The Oklahoma-born performer’s native language is Cherokee, which he spoke until he started primary school at age five. Returning from serving in the Vietnam War, Studi became seriously involved with Native American politics. He joined the American Indian Movement and participated in their 1973 occupation of Wounded Knee, South Dakota. Studi subsequently attended college and helped start a Cherokee newspaper. He also began teaching the Cherokee language professionally before shifting to running his own horse ranch. The late 70s found Studi divorced and bereft of his ranch. Thinking it would be a good way to meet women, he decided to start taking acting lessons.
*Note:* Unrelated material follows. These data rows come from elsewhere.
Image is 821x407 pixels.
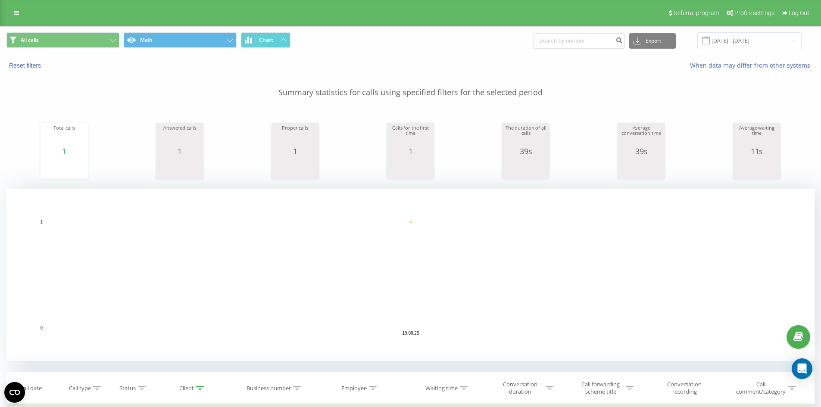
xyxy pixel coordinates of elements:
svg: A chart. [620,156,663,181]
text: 19.08.25 [403,331,419,336]
div: Call forwarding scheme title [578,381,624,396]
div: Average conversation time [620,125,663,147]
div: 1 [158,147,201,156]
div: 1 [274,147,317,156]
div: Calls for the first time [389,125,432,147]
button: Main [124,32,237,48]
button: Export [629,33,676,49]
a: When data may differ from other systems [690,61,815,69]
div: The duration of all calls [504,125,547,147]
svg: A chart. [6,189,815,361]
p: Summary statistics for calls using specified filters for the selected period [6,70,815,98]
div: Waiting time [425,385,458,392]
div: 39s [504,147,547,156]
span: Log Out [789,9,810,16]
text: 0 [40,326,43,331]
button: Chart [241,32,291,48]
div: Employee [341,385,367,392]
svg: A chart. [735,156,779,181]
svg: A chart. [274,156,317,181]
div: Conversation recording [657,381,713,396]
div: 11s [735,147,779,156]
div: Client [179,385,194,392]
span: All calls [21,37,39,44]
div: Proper calls [274,125,317,147]
div: Total calls [43,125,86,147]
span: Referral program [674,9,720,16]
button: Open CMP widget [4,382,25,403]
div: Call comment/category [736,381,786,396]
div: Business number [247,385,291,392]
text: 1 [40,220,43,225]
svg: A chart. [43,156,86,181]
div: Call type [69,385,91,392]
div: Answered calls [158,125,201,147]
span: Profile settings [735,9,775,16]
div: Average waiting time [735,125,779,147]
svg: A chart. [389,156,432,181]
button: Reset filters [6,62,45,69]
div: Open Intercom Messenger [792,359,813,379]
div: 39s [620,147,663,156]
div: Conversation duration [497,381,544,396]
div: Call date [20,385,42,392]
svg: A chart. [158,156,201,181]
button: All calls [6,32,119,48]
input: Search by number [534,33,625,49]
span: Chart [259,37,273,43]
div: Status [119,385,136,392]
div: 1 [43,147,86,156]
div: 1 [389,147,432,156]
svg: A chart. [504,156,547,181]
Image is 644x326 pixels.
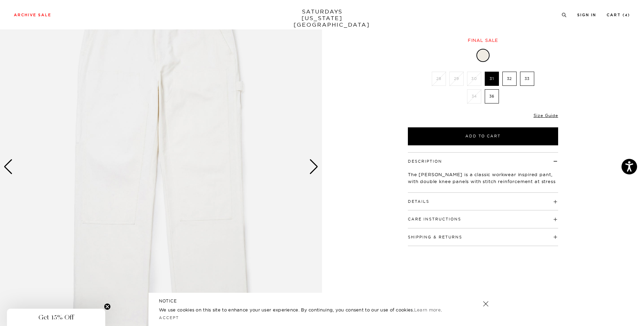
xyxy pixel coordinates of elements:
[407,217,461,221] button: Care Instructions
[159,299,485,304] h5: NOTICE
[294,8,350,28] a: SATURDAYS[US_STATE][GEOGRAPHIC_DATA]
[520,72,534,85] label: 33
[625,14,627,17] small: 4
[485,72,499,85] label: 31
[407,236,462,240] button: Shipping & Returns
[407,160,442,163] button: Description
[159,306,460,313] p: We use cookies on this site to enhance your user experience. By continuing, you consent to our us...
[485,89,499,103] label: 36
[503,72,516,85] label: 32
[414,307,441,312] a: Learn more
[38,313,74,322] span: Get 15% Off
[407,200,429,203] button: Details
[14,13,51,17] a: Archive Sale
[159,315,179,320] a: Accept
[104,303,111,310] button: Close teaser
[407,128,559,145] button: Add to Cart
[7,309,105,326] div: Get 15% OffClose teaser
[4,159,13,175] div: Previous slide
[607,13,630,17] a: Cart (4)
[406,37,560,43] div: Final sale
[309,159,318,175] div: Next slide
[534,113,559,118] a: Size Guide
[577,13,596,17] a: Sign In
[407,171,559,191] p: The [PERSON_NAME] is a classic workwear inspired pant, with double knee panels with stitch reinfo...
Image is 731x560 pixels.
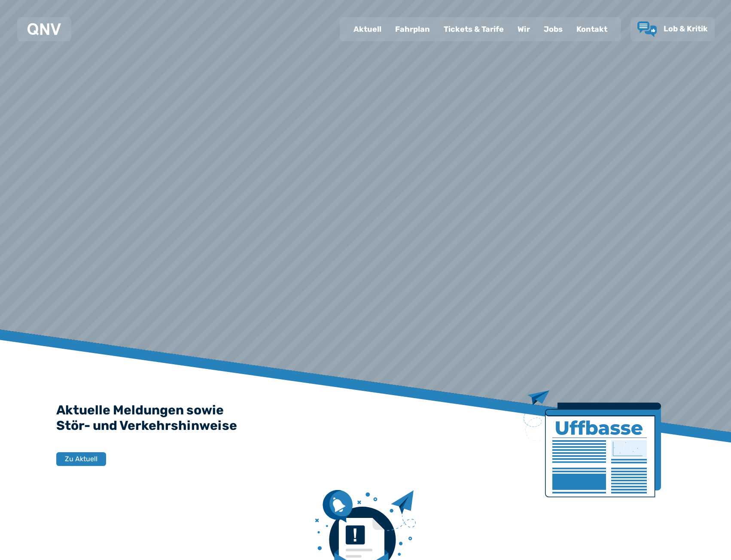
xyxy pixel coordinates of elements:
[569,18,614,40] a: Kontakt
[389,18,437,40] a: Fahrplan
[56,402,675,433] h2: Aktuelle Meldungen sowie Stör- und Verkehrshinweise
[437,18,510,40] a: Tickets & Tarife
[27,24,61,35] img: QNV Logo
[347,18,389,40] a: Aktuell
[664,24,708,34] span: Lob & Kritik
[27,21,61,38] a: QNV Logo
[537,18,569,40] a: Jobs
[56,452,106,466] button: Zu Aktuell
[524,390,661,497] img: Zeitung mit Titel Uffbase
[637,22,708,37] a: Lob & Kritik
[510,18,537,40] a: Wir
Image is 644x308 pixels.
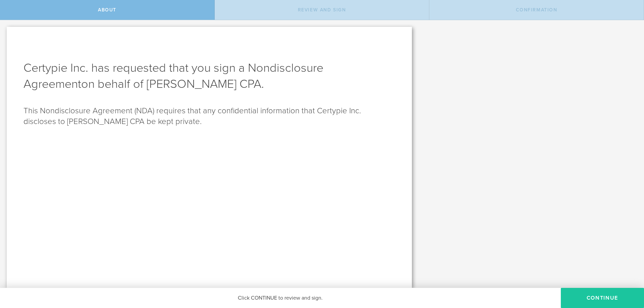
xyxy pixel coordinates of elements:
h1: Certypie Inc. has requested that you sign a Nondisclosure Agreement . [24,60,395,92]
button: Continue [561,288,644,308]
span: About [98,7,117,13]
span: Confirmation [516,7,557,13]
span: on behalf of [PERSON_NAME] CPA [81,77,261,91]
span: Review and sign [298,7,346,13]
p: This Nondisclosure Agreement (NDA) requires that any confidential information that Certypie Inc. ... [24,105,395,127]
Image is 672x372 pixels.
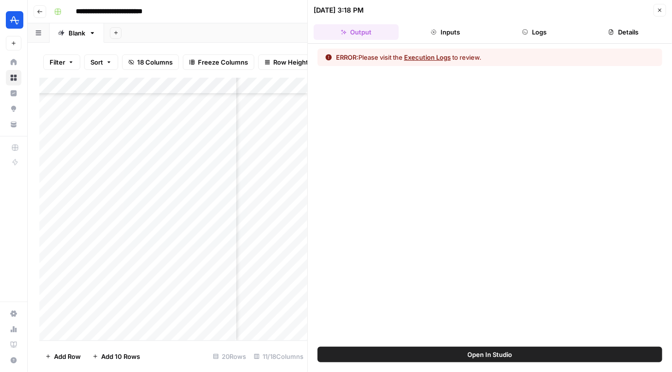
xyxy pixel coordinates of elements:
[50,23,104,43] a: Blank
[336,53,358,61] span: ERROR:
[87,349,146,365] button: Add 10 Rows
[50,57,65,67] span: Filter
[122,54,179,70] button: 18 Columns
[6,353,21,369] button: Help + Support
[6,117,21,132] a: Your Data
[6,101,21,117] a: Opportunities
[43,54,80,70] button: Filter
[39,349,87,365] button: Add Row
[6,306,21,322] a: Settings
[101,352,140,362] span: Add 10 Rows
[69,28,85,38] div: Blank
[84,54,118,70] button: Sort
[90,57,103,67] span: Sort
[6,322,21,337] a: Usage
[258,54,315,70] button: Row Height
[314,5,364,15] div: [DATE] 3:18 PM
[404,53,451,62] button: Execution Logs
[318,347,662,363] button: Open In Studio
[581,24,666,40] button: Details
[209,349,250,365] div: 20 Rows
[403,24,488,40] button: Inputs
[183,54,254,70] button: Freeze Columns
[6,70,21,86] a: Browse
[6,8,21,32] button: Workspace: Amplitude
[6,337,21,353] a: Learning Hub
[468,350,512,360] span: Open In Studio
[6,11,23,29] img: Amplitude Logo
[6,86,21,101] a: Insights
[198,57,248,67] span: Freeze Columns
[250,349,307,365] div: 11/18 Columns
[6,54,21,70] a: Home
[137,57,173,67] span: 18 Columns
[273,57,308,67] span: Row Height
[314,24,399,40] button: Output
[336,53,481,62] div: Please visit the to review.
[492,24,577,40] button: Logs
[54,352,81,362] span: Add Row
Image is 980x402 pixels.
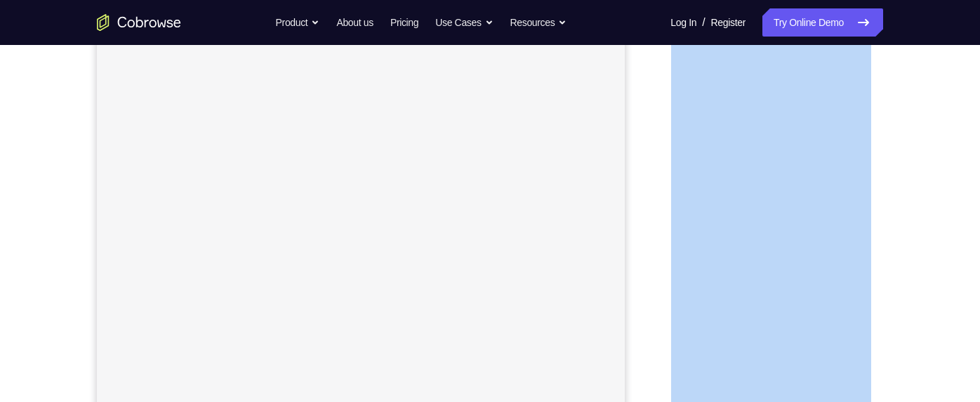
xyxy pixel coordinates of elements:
[276,8,321,36] button: Product
[435,8,493,36] button: Use Cases
[336,8,373,36] a: About us
[391,8,419,36] a: Pricing
[711,8,746,36] a: Register
[762,8,883,36] a: Try Online Demo
[702,14,705,31] span: /
[670,8,697,36] a: Log In
[97,14,181,31] a: Go to the home page
[511,8,567,36] button: Resources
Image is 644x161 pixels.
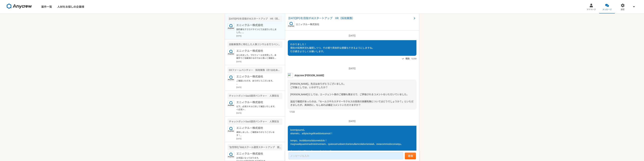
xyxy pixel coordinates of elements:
[290,110,295,114] span: 17:03
[228,93,283,99] div: チャットボットSaaS提供ベンチャー 人事担当
[288,21,295,28] img: logo_text_blue_01.png
[7,3,32,9] img: 8DqYSo04kwAAAAASUVORK5CYII=
[236,79,278,85] p: ご確認いただき、ありがとうございます。 それでは、また内容を詰めまして、ご連絡いたします。 引き続き、よろしくお願いいたします。
[236,60,283,63] p: [DATE]
[236,28,278,34] p: 契約書をクラウドサインにてお送りいたしました。 基本的には、以前の政策ラボさんの時と同じ項目・構成となります。 ご確認いただき、ご対応のほど、よろしくお願いいたします。
[236,112,283,114] p: [DATE]
[228,16,283,22] div: [DATE]IPOを目指すAIスタートアップ HR（採用業務）
[228,119,283,125] div: チャットボットSaaS提供ベンチャー 人事担当
[236,35,283,37] p: [DATE]
[236,126,278,130] p: エニィクルー株式会社
[295,74,324,77] span: Anycrew [PERSON_NAME]
[228,144,283,150] div: "女性特化"Webスクール運営スタートアップ 面接業務
[236,74,278,79] p: エニィクルー株式会社
[236,152,278,156] p: エニィクルー株式会社
[236,86,283,89] p: [DATE]
[288,16,413,20] span: [DATE]IPOを目指すAIスタートアップ HR（採用業務）
[228,152,234,159] img: logo_text_blue_01.png
[290,82,414,107] span: [PERSON_NAME]、先日はありがとうございました。 ご印象としては、いかがでしたか？ [PERSON_NAME]としては、エージェント側のご経験も踏まえて、ご評価されるコメントをいただい...
[288,67,417,70] p: [DATE]
[236,137,283,140] p: [DATE]
[236,100,278,104] p: エニィクルー株式会社
[288,119,417,123] p: [DATE]
[288,34,417,37] p: [DATE]
[587,8,596,11] span: マイページ
[236,49,278,53] p: エニィクルー株式会社
[236,23,278,27] p: エニィクルー株式会社
[228,100,234,107] img: logo_text_blue_01.png
[228,41,283,47] div: 自動車業界に特化した人事コンサルを行うベンチャー企業での採用担当を募集
[236,105,278,111] p: 以下、必須スキルに対して補足いたします。 ＜必須＞ ・エージェントコントロールのご経験 →昨年、採用支援を始めてから現在に至るまで経験がございます。また、それまでの5年間、エージェント側として勤...
[288,73,293,78] img: MHYT8150_2.jpg
[228,74,234,81] img: logo_text_blue_01.png
[228,23,234,30] img: logo_text_blue_01.png
[405,153,416,159] button: 送信
[236,131,278,137] p: 承知しました、ご確認ありがとうございます！ ぜひ、また別件でご相談できればと思いますので、引き続き、宜しくお願いいたします。
[236,54,278,59] p: はじめまして。プロフィールを拝見して、本案件でご活躍頂けるのではと思いご連絡を差し上げました。 案件ページの内容をご確認頂き、もし条件など合致されるようでしたら是非詳細をご案内できればと思います...
[602,8,612,11] span: メッセージ
[406,57,410,61] span: 既読
[290,43,374,53] span: わかりました！ 現在の採用状況も確認しつつ、その場で具体的な提案もできるようにしますね。 引き続きよろしくお願いします。
[411,57,417,60] span: 12:53
[296,23,320,26] p: エニィクルー株式会社
[228,49,234,56] img: logo_text_blue_01.png
[228,126,234,133] img: logo_text_blue_01.png
[621,8,625,11] span: 設定
[228,67,283,73] div: DXファームベンチャー 採用業務（月1出社あり）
Studi gained substantial stage experience in many productions with the American Indian Theatre Company and in a touring one-man show, “Coyote Chews His Own Tale”. He consolidated his standing in films with a searing performance as the fiercely angry Magua in Michael Mann’s stirring adaptation of “The Last of the Mohicans” (1992). Studi finally entered the limelight via his gritty yet noble interpretation of the title role of Walter Hill’s classically elegant $35 million biopic “Geronimo: An American Legend” (1993). The commercial failure of that project sent him back to more fully clothed character roles in the forgettable Jean-Claude Van Damme vehicle “Street Fighter” (1994) and the high profile crime film “Heat” (1995). The latter project reunited him with “Last of the Mohicans” writer-director Mann and cast him as a L.A. cop aiding Al Pacino in his pursuit of professional thief Robert De Niro and his gang. Studi’s distinctive bass voice can often be heard on TV documentaries about the Native American experience. He has also appeared in several historical TV-movies, series and miniseries.